Point A: You wrote: "The behavior in the picture is incorrect, "

My response: are you saying that these gate drive pulses should not exist?

Point B:

I have already checked the pins you mentioned with a scope, please refer to the 3rd paragraph of my original question. Also, from the schematic it is clear that some pins are not connected to any active device (eg: a logic gate, or transistor) that could cause a voltage, they are held in their de-asserted state (low) by pull-down resistors, specifically:

p6 Isen: 100r to 0V.

p2 TripDelay: 1uF & 100k to 0V.

p8 Disable: 1k to 0V.

The only other signals to consider are pin 1 Css, and pin 5 STBY, let's examine each of these now.

Pin 1 Css: Refer the two images below, the one on the right is a zoom-in of the left image. Please refer to the comments within the image.

0693W00000ANU2IQAX.jpg 

Pin 5 STBY: Refer the two images below, the one on the right is a zoom-in of the left image. Please refer to the comments within the image.

0693W00000ANU2rQAH.jpg 

I trust that the above clearly proves that all pins of the L6599 are being kept at the correct state to stop the L6599 from activating its gate drivers during the ramp-up of the control power (+12V).

Do you agree?

Q2. Noted.

To prevent these gate pulses, which pins need to be treated differently than what is being done now?

Q3: Noted.

Q4: Noted.

Regards,

-F.Barone

Hi @FBaro.1​,

Looking at the waveforms it is unclear why the IC starts operating, it is difficult to say the reason because it should not do that. To make hypothesis becomes difficult not having the board on workbench.

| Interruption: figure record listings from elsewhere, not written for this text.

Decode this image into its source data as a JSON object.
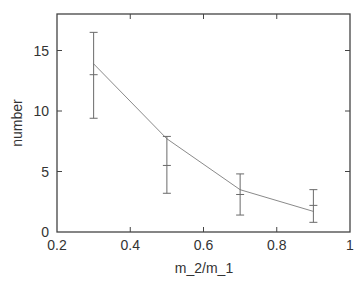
{
  "chart_data": {
    "type": "line",
    "title": "",
    "xlabel": "m_2/m_1",
    "ylabel": "number",
    "xlim": [
      0.2,
      1.0
    ],
    "ylim": [
      0,
      18
    ],
    "grid": false,
    "legend": null,
    "x_ticks": [
      0.2,
      0.4,
      0.6,
      0.8,
      1.0
    ],
    "x_tick_labels": [
      "0.2",
      "0.4",
      "0.6",
      "0.8",
      "1"
    ],
    "y_ticks": [
      0,
      5,
      10,
      15
    ],
    "y_tick_labels": [
      "0",
      "5",
      "10",
      "15"
    ],
    "series": [
      {
        "name": "line",
        "x": [
          0.3,
          0.5,
          0.7,
          0.9
        ],
        "values": [
          13.9,
          7.7,
          3.5,
          1.7
        ],
        "color": "#8a8a8a"
      },
      {
        "name": "error bars",
        "x": [
          0.3,
          0.5,
          0.7,
          0.9
        ],
        "values": [
          13.0,
          5.5,
          3.1,
          2.2
        ],
        "err_low": [
          9.4,
          3.2,
          1.4,
          0.8
        ],
        "err_high": [
          16.5,
          7.9,
          4.8,
          3.5
        ],
        "color": "#6a6a6a"
      }
    ]
  },
  "colors": {
    "axis": "#444444",
    "text": "#333333",
    "background": "#ffffff"
  }
}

Anyway, coming to your Q2, the correct way to stop and start the IC properly is controlling the LINE pin. Therefore I suggest to connect the V7 Drain to LINE pin instead of STBY.

I also suggest:

  1. Decrease the R143 (DIS pin) to 100R for better noise immunity
  2. Increase C68 to slow down the soft start, a fast rising could generate some noise. Typically soft start have much longer time constant
  3. Increase C73 at least to 1nF
  4. If HVG/LVG are driving MOSFETs I wonder the PCB layout is made properly, the gate current is not mixed with control circuitry.